Task prompt:
Among the lines below, copy each one in which "will" appears.

Source material:

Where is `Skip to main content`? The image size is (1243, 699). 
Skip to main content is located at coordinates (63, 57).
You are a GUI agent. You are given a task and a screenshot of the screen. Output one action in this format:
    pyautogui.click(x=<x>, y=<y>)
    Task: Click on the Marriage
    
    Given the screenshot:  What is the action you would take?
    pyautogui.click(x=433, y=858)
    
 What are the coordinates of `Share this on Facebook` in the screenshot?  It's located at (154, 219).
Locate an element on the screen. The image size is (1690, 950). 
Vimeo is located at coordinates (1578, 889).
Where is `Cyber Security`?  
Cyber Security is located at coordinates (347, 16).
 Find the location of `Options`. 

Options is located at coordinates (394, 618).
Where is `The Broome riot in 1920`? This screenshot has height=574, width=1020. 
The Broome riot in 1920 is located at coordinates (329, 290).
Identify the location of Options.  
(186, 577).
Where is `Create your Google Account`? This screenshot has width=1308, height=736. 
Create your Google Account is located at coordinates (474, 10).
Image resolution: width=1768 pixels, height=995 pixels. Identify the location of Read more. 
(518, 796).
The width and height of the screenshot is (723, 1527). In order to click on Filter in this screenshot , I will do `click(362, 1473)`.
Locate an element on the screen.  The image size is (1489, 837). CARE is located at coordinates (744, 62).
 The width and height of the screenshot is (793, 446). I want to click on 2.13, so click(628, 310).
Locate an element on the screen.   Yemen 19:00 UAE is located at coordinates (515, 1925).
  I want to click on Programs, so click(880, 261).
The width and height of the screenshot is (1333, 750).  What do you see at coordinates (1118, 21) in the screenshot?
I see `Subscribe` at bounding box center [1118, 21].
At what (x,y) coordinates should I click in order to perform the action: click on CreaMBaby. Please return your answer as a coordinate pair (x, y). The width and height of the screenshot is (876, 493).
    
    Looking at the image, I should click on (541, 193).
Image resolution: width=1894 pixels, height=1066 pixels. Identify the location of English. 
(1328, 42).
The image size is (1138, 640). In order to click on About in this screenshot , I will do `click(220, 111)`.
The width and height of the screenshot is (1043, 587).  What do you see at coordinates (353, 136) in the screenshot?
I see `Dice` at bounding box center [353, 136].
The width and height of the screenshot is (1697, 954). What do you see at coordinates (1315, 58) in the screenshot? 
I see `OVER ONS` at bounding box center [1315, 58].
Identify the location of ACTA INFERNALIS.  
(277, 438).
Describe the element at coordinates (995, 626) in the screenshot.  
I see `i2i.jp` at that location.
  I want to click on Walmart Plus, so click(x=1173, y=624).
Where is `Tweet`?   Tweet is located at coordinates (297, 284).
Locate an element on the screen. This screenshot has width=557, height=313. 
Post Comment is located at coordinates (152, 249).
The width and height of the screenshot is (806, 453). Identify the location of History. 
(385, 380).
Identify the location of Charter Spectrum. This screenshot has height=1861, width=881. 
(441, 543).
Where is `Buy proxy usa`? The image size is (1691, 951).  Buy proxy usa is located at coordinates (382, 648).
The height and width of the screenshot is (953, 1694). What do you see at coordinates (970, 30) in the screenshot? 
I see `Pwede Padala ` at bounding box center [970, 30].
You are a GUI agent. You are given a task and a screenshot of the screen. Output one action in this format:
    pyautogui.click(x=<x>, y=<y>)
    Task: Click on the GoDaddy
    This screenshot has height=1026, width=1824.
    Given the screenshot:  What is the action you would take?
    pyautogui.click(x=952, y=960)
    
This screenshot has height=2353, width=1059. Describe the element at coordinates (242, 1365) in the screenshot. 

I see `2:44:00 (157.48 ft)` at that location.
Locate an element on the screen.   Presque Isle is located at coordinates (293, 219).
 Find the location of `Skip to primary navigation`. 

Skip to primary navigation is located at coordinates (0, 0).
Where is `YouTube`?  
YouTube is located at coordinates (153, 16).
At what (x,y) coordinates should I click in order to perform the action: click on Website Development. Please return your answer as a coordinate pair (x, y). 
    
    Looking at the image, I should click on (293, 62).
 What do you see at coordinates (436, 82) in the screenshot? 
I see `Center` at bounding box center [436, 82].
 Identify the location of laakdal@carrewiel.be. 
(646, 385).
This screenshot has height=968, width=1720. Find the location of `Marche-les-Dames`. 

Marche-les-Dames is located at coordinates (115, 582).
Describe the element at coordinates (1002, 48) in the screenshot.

Task output:
The width and height of the screenshot is (723, 1527). In order to click on Filter in this screenshot , I will do `click(362, 1473)`.
The image size is (1138, 640). In order to click on About in this screenshot , I will do `click(220, 111)`.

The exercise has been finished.